Activist Scholar in Residence:  Film Screening GOODBYE, SNOWBALL (2023) & Dreaming and Reframing Abolition Workshop w/ the Director, Cinematographer, Editor: Rasel Ahme

In this film, the declining political scenario in the USA leading up to the 2020 election intersects with Sergei's personal journey through his dog's failing health. As the world around him spirals into chaos, Sergei must confront his fear of saying goodbye to Snowball. In this workshop, students will explore the radical possibilities of abolition through a range of filmmaking exercises and activities. No filmmaking experience required. 

Film (11 - 12 pm): Inspired by Donna J. Haraway’s ontological question- "When I touch my dog, who do I touch?"- Goodbye, Snowball explores deep and sensitive interspecies entanglement between political activist Sergei Kostin and his beloved dog, Snowball.
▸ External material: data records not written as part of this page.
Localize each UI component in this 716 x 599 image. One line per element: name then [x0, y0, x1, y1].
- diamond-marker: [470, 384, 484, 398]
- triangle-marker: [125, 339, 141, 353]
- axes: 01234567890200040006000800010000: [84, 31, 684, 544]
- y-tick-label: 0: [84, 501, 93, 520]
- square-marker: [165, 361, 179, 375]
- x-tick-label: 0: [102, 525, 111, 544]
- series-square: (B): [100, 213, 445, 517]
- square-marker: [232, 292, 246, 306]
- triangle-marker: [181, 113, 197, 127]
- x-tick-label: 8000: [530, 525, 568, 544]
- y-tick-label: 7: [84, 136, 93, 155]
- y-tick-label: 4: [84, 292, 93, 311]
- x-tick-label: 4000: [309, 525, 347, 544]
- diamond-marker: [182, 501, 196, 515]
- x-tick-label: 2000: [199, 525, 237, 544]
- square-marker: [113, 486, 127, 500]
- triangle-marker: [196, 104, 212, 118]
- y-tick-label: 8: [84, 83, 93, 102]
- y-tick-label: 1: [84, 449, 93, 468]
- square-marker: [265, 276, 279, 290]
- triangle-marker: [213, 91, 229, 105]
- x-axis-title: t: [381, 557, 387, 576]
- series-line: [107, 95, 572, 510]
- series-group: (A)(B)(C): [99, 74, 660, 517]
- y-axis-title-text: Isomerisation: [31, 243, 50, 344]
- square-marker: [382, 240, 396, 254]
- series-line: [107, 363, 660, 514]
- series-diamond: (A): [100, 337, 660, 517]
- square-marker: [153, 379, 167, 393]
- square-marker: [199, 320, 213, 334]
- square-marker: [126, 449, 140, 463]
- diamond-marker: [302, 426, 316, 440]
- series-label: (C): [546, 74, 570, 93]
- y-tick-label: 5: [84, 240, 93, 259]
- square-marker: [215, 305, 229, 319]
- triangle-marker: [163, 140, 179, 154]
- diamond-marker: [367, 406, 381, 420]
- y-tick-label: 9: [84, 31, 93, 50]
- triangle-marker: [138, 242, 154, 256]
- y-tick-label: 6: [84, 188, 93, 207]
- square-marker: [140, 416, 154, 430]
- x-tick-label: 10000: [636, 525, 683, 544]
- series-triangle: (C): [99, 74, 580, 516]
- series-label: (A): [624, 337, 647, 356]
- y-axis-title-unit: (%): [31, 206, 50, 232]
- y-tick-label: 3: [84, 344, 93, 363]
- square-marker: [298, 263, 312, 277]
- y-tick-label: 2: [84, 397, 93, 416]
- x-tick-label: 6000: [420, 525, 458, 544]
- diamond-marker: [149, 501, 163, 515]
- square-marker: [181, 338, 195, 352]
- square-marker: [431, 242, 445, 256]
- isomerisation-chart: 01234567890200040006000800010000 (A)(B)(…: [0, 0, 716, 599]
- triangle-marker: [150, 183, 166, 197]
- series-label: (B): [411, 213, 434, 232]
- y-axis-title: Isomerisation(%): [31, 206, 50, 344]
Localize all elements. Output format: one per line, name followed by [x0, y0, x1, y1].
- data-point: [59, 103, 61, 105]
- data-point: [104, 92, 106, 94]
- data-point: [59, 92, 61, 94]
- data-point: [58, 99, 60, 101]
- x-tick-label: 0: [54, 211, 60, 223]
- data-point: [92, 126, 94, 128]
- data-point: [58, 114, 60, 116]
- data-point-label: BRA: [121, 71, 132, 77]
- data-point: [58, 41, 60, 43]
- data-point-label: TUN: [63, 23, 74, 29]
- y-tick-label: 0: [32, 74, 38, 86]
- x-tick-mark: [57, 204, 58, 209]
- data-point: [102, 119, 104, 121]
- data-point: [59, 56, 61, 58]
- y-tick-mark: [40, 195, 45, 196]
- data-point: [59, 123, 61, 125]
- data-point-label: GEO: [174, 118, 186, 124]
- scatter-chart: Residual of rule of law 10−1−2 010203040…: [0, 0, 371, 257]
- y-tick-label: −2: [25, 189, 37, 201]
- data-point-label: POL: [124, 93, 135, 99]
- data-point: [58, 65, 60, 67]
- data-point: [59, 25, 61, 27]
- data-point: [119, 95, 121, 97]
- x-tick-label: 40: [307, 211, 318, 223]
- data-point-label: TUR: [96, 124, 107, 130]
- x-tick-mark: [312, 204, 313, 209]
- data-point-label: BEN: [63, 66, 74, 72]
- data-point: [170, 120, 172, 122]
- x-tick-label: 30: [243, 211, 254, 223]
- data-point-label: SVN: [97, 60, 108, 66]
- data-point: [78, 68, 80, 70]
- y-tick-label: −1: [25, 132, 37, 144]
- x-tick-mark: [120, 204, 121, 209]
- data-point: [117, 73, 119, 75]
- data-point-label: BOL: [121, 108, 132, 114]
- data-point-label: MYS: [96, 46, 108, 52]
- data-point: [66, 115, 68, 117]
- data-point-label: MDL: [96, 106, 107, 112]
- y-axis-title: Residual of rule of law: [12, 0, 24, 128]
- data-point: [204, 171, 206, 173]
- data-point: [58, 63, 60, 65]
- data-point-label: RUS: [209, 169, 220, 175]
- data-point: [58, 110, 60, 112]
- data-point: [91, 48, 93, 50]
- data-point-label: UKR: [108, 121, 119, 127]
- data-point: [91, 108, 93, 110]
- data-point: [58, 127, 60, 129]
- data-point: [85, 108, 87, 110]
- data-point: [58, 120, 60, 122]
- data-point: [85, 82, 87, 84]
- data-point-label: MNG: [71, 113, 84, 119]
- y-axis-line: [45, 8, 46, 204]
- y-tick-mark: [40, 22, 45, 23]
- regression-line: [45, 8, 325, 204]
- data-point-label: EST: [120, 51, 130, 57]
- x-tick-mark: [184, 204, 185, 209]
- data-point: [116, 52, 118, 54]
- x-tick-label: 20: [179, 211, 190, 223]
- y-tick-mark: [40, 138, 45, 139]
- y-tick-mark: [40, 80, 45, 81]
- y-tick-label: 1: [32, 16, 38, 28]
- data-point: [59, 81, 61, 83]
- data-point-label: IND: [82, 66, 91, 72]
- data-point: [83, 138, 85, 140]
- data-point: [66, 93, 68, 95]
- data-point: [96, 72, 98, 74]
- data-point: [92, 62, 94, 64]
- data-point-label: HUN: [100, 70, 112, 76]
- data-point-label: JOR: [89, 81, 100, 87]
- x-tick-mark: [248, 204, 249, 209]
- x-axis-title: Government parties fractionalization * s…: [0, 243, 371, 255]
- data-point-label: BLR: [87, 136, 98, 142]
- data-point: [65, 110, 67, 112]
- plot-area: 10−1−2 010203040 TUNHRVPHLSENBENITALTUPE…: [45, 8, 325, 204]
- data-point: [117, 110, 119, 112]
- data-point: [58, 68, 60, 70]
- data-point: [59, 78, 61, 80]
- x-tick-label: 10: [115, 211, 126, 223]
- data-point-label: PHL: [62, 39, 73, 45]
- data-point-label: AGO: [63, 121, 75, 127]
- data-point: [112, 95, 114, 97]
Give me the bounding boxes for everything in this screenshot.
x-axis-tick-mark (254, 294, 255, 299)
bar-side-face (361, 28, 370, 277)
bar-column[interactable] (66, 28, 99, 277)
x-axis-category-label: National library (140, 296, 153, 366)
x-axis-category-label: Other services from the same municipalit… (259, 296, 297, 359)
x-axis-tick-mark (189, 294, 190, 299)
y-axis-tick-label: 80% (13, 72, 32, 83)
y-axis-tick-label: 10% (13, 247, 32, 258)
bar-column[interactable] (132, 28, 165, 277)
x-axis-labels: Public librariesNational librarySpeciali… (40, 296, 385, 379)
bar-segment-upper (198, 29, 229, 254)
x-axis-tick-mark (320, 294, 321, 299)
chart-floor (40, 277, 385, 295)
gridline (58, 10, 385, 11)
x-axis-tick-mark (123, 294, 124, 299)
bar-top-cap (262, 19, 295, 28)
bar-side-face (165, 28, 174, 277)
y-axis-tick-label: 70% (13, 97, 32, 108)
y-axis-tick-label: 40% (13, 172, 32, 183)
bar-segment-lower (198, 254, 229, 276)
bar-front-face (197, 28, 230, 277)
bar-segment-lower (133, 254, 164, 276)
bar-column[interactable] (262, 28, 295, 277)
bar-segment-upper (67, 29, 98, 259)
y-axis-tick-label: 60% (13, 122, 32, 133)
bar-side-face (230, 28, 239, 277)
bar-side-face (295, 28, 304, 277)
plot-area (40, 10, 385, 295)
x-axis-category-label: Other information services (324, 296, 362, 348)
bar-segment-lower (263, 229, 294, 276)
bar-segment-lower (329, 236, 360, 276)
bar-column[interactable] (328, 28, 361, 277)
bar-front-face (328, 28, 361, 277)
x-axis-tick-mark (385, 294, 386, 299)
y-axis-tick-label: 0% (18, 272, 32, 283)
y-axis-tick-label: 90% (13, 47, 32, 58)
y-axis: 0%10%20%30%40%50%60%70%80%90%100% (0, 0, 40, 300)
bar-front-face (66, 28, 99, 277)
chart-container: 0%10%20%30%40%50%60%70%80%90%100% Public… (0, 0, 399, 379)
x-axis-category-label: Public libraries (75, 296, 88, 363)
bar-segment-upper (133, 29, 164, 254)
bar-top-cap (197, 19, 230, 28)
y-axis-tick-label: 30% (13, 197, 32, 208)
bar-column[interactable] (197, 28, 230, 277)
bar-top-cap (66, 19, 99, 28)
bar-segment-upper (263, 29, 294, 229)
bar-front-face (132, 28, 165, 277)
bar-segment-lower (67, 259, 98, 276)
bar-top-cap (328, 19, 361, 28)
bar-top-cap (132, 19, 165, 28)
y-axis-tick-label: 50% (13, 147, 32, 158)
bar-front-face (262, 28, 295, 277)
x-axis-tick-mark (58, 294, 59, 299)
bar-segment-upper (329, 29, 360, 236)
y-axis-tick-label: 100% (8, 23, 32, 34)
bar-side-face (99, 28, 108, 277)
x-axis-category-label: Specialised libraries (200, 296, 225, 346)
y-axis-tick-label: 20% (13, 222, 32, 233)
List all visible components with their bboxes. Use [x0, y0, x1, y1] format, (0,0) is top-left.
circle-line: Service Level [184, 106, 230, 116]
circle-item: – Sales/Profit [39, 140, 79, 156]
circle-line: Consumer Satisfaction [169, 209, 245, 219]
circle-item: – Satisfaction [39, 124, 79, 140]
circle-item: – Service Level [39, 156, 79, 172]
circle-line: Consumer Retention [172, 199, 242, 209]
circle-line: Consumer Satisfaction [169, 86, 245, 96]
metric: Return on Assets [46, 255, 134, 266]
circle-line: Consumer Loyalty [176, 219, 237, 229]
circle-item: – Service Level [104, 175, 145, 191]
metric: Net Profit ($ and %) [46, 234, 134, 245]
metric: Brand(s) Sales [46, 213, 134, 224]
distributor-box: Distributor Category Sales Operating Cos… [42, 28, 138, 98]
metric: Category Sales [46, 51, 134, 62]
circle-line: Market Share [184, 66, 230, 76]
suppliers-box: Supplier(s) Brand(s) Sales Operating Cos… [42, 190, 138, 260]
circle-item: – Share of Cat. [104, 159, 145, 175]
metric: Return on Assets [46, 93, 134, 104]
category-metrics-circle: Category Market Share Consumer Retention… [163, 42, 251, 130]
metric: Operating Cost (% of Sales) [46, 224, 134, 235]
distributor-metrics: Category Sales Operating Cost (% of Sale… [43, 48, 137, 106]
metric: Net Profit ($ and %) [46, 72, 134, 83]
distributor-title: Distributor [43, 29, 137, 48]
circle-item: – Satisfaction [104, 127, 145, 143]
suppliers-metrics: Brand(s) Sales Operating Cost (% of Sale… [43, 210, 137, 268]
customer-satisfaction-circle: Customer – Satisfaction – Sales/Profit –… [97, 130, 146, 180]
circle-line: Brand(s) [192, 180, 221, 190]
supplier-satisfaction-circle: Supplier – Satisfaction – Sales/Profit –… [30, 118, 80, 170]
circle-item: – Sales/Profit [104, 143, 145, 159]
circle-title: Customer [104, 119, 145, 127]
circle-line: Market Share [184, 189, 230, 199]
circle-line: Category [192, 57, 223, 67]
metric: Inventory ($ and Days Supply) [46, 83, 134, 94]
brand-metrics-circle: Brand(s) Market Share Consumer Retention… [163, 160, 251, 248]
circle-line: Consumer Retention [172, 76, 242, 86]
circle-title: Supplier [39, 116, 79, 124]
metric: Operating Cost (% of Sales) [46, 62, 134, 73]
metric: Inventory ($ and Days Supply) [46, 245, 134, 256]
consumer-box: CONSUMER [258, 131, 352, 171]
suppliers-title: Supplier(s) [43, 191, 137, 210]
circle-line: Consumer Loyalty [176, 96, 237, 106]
In this film, the declining political scenario in the USA leading up to the 2020 election intersects with Sergei's personal journey through his dog's failing health. As the world around him spirals into chaos, Sergei must confront his fear of saying goodbye to Snowball.

Workshop (12:30 - 2 pm): Dreaming and Reframing Abolition is a mixed media and hybrid filmmaking workshop to create a short stop motion film (3 min) incorporating research and creative methods to analyze the concept of abolition. In this workshop, students will explore the radical possibilities of abolition through a range of filmmaking exercises and activities. The aim of the workshop is to critically analyze the systemic structures of power, and imagine a world rooted in justice. No filmmaking experience required.